Culture

A Weekend of Anger and Defiance Across New York City


The next day, in Harlem, the clouds were marshmallow white and the sun shone over the plaza in front of the Adam Clayton Powell, Jr., state office building at 125th Street, where, at one in the afternoon, hundreds of demonstrators streamed in to gather around the statue of Powell, the state’s first black member of the House of Representatives. The day before, Derek Chauvin, the officer who killed George Floyd in Minneapolis, had been charged with third-degree murder. The protesters were not satisfied. “First degree, not third degree!” they shouted. As before, the crowd was multiracial and young, although there were a few more people over forty, and even a few small children. Two people in light blue medical scrubs held a sign that read “Healthcare Workers Against Police Brutality.”

The night before, Mayor Bill de Blasio had said, “We don’t ever want to see another night like this.” That day, perhaps because of his message, or because of the political power of Harlem, the visible police presence was smaller. A dozen or so officers, spaced apart, stood at the entrance of the office building. The demonstrators policed themselves, more or less, waving people off the street to maintain the flow of traffic. The memory of the night before dissipated, and a sense of exhilaration at the gathering of hundreds of people on a beautiful spring Saturday after how many days of social distancing—seventy? eighty?—was undeniable, the anger and risk notwithstanding.

Marchers on Saturday afternoon in Harlem.
Supportive onlookers at the First Spanish United Methodist Church.

The protest was barely thirty minutes old when a majority contingent began marching south down Adam Clayton Powell Boulevard, walking at a New Yorker’s clip along multiple city blocks. A driver of a Farmland Fresh dairy truck on the northbound side honked to applause; fists were raised through sunroofs; a UPS deliveryman in his brown uniform recorded video on the sidewalk, smiling under his sun visor; a family banged on pots and pans from an upstairs window. “These people, they’ve had enough,” I heard a bystander say, as she recorded the march on her phone.

The march passed the shuttered stores of Harlem—flower shops, laundromats, Ateliers DuBois antiques—the demonstrators happily chanting, “N.Y.P.D., suck my dick.” Any members of the police on hand to hear this kept themselves scarce. At 116th Street, the protesters paused for a moment and knelt, fists raised. A helicopter hovered overhead, but, as the marchers reached F.D.R. Drive, the sun glittering off the East River, they broke into a run of jubilation.

The police closed in at the Ninety-sixth Street exit, a line of bicycles blocking the way on the southbound side. The protesters at the front clashed with them in a flurry of pepper-spraying, shoving, punching, screaming, and zip-tying, arrested protesters shouting out their mothers’ phone numbers as they were dragged into vans, while others scattered at a run. The march fell apart, despite shouted pleas to stay together. A small remainder of a hundred or so people retreated from the highway and gathered under some scaffolding next to a gas station. A young man climbed the scaffold to give a speech. He was black, small, and slight, and wore his hair tied up in a poofy ponytail. He had round gold-framed glasses, pants emblazoned with the NASA logo, and a T-shirt with the words “Speak Out or Shut Up.” The group now had a de-facto leader, and he happened to have a sense of style. He said we could call him Tito. Now Tito reminded everyone of the importance of not scattering at the first sign of police. “Make a friend,” he said, hanging off the scaffolding. “They’re your new brother and sister, new uncle and aunt. Grab their information.” The group, which had seemed on the verge of dissipating, found a renewed sense of purpose. “Remember to be like water, be like water, and follow what they do in Hong Kong and all the other countries. Organize,” he continued. “When they try to block us, we turn the corner.”

“Where we going?” someone asked.

“I don’t know. We gotta figure that out.”

And so the march continued into the heart of the leafy, shuttered, and depopulated Upper East Side, where the drivers who were made to halt looked on with the stone-faced not-seeing that New Yorkers reserve for displays of evangelism on the subway. The marchers passed a person walking a poodle, and a young woman whose velvety Scottish Fold cat glared from her purse. Solitary elders, trapped in their apartments by the coronavirus, gazed down from terraces in bemusement or longing. A hush hung over the leafy side streets, a few masked doormen waving in support from behind glass entryways.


__What to do__:
Beginning with the line containing "This screenshot has" and going on through the line containing "Locate an element on the screen.", the lines below are to be returned exactly, pictures excluded and nothing added.

__Exercise inputs__:
==============================
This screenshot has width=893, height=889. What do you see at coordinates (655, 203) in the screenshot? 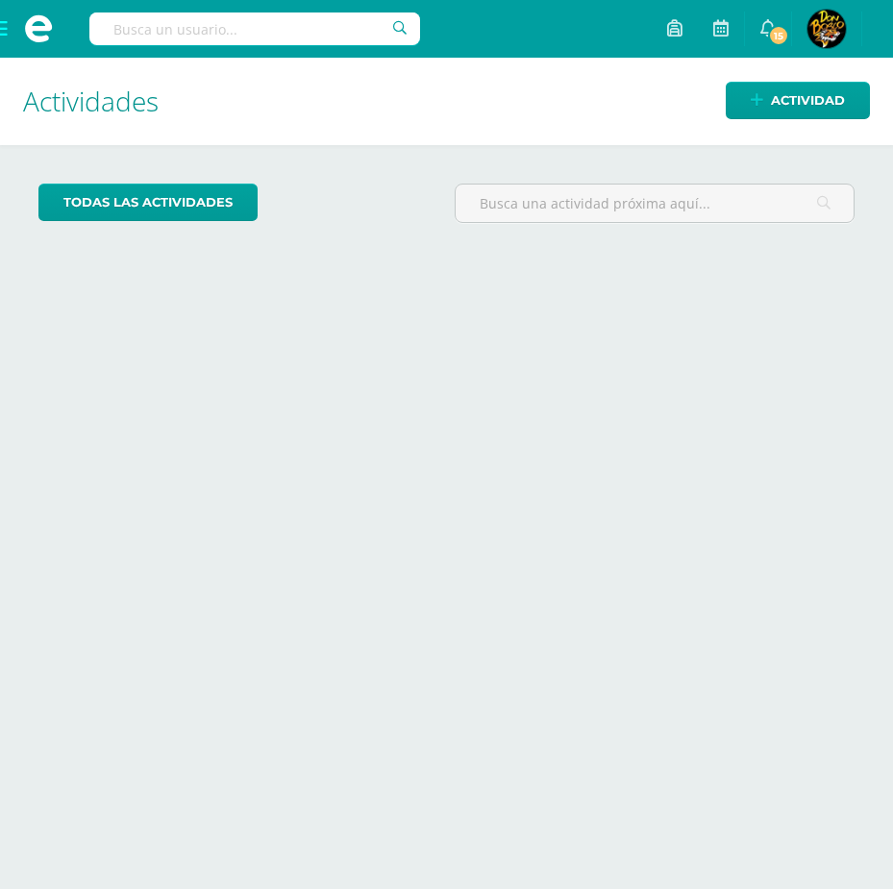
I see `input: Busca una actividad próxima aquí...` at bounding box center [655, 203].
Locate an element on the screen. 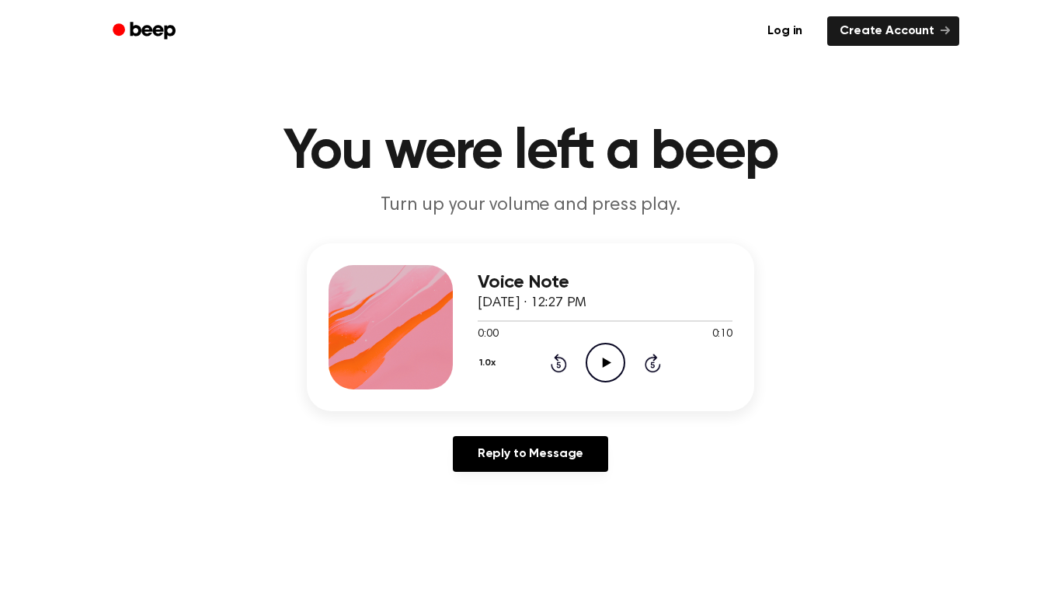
==============================
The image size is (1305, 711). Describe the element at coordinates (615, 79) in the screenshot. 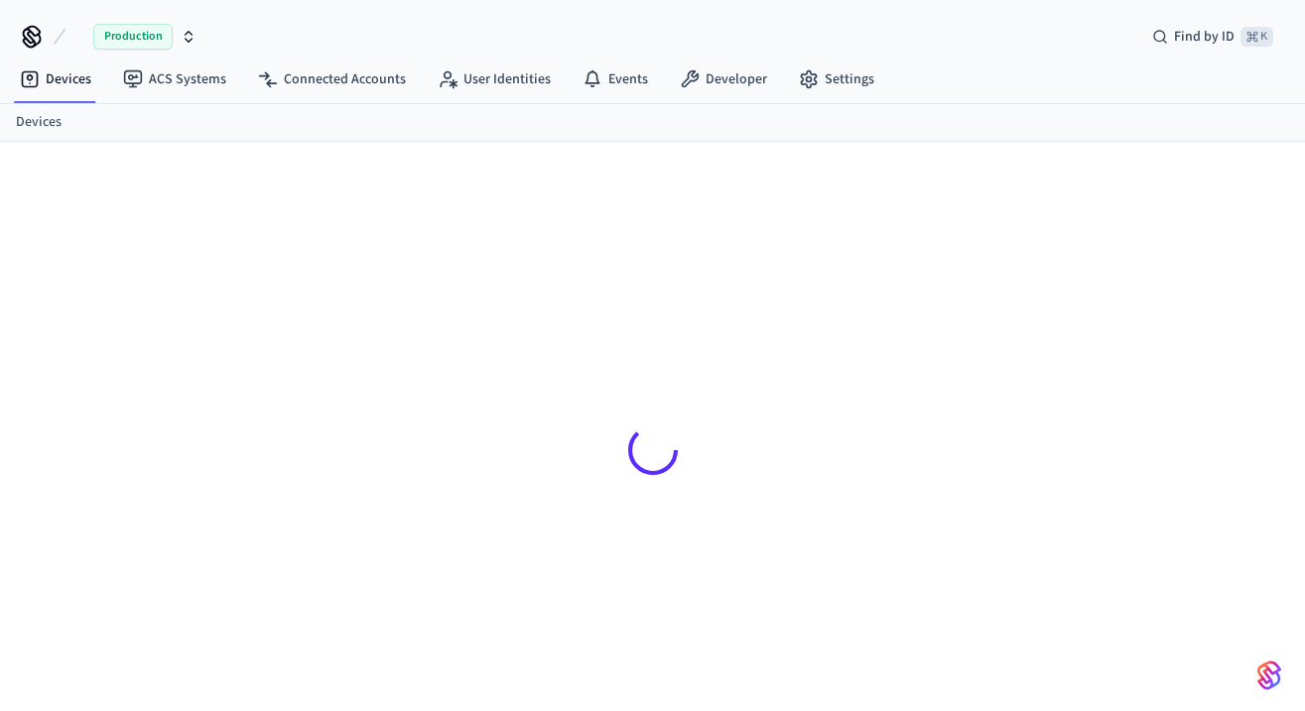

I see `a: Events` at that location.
==============================
__Exercise response__:
This screenshot has width=893, height=889. What do you see at coordinates (655, 203) in the screenshot? 
I see `input: Busca una actividad próxima aquí...` at bounding box center [655, 203].
Locate an element on the screen. 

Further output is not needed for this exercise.